Munglik
13 november 2012, 19:40
http://www.irishtimes.com/newspaper/world/2012/1113/1224326523978.html
But Saturday, November 3rd, was to prove different – the 29-year-old Egyptian migrant disappeared into a maelstrom of beating at the hands of his employer, his son and two accomplices, who chained him up and tortured him for 18 hours in a stable.
That ordeal was followed by indifference by medics, who said he didn’t require hospitalisation after he was found beaten black and blue on a village street, and by police, who detained him in a cell for four nights after the attack.
On that Saturday morning, Walid’s trouble started two hours before the end of his shift, when baker Yiorgos Sgourdos’s son, a 19-year-old just back from his compulsory military service, told the Egyptian to clear off and never come back.
Characterising the attack as one of “striking brutality”, the Athens office of the UN High Commissioner for Refugees, which recently set up a racist violence recording network with a number of non-governmental organisations, said it can be considered a racially motivated act “since it is doubtful that such an act would have been the same had the victim been Greek”.
It added that the response of the authorities in Walid’s case “follows a pattern” noted in a recent report from the network whereby survivors lacking legal documents have been arrested with a view to deportation after going to the police to report racist violence against them.
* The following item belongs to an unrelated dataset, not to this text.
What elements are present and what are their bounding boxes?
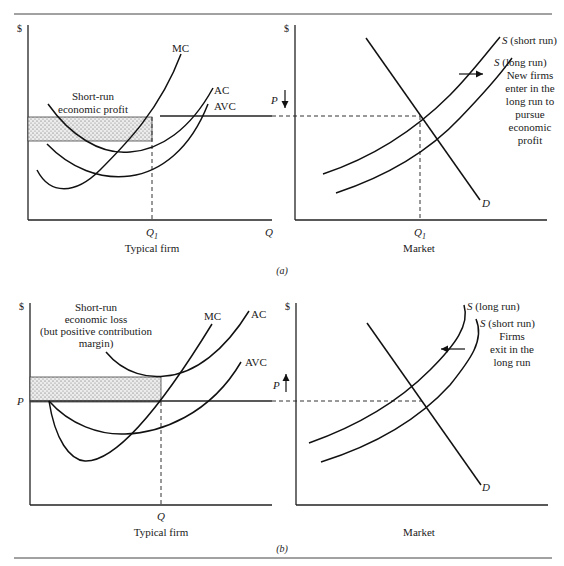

But Saturday, November 3rd, was to prove different – the 29-year-old Egyptian migrant disappeared into a maelstrom of beating at the hands of his employer, his son and two accomplices, who chained him up and tortured him for 18 hours in a stable.
That ordeal was followed by indifference by medics, who said he didn’t require hospitalisation after he was found beaten black and blue on a village street, and by police, who detained him in a cell for four nights after the attack.
On that Saturday morning, Walid’s trouble started two hours before the end of his shift, when baker Yiorgos Sgourdos’s son, a 19-year-old just back from his compulsory military service, told the Egyptian to clear off and never come back.
Characterising the attack as one of “striking brutality”, the Athens office of the UN High Commissioner for Refugees, which recently set up a racist violence recording network with a number of non-governmental organisations, said it can be considered a racially motivated act “since it is doubtful that such an act would have been the same had the victim been Greek”.
It added that the response of the authorities in Walid’s case “follows a pattern” noted in a recent report from the network whereby survivors lacking legal documents have been arrested with a view to deportation after going to the police to report racist violence against them.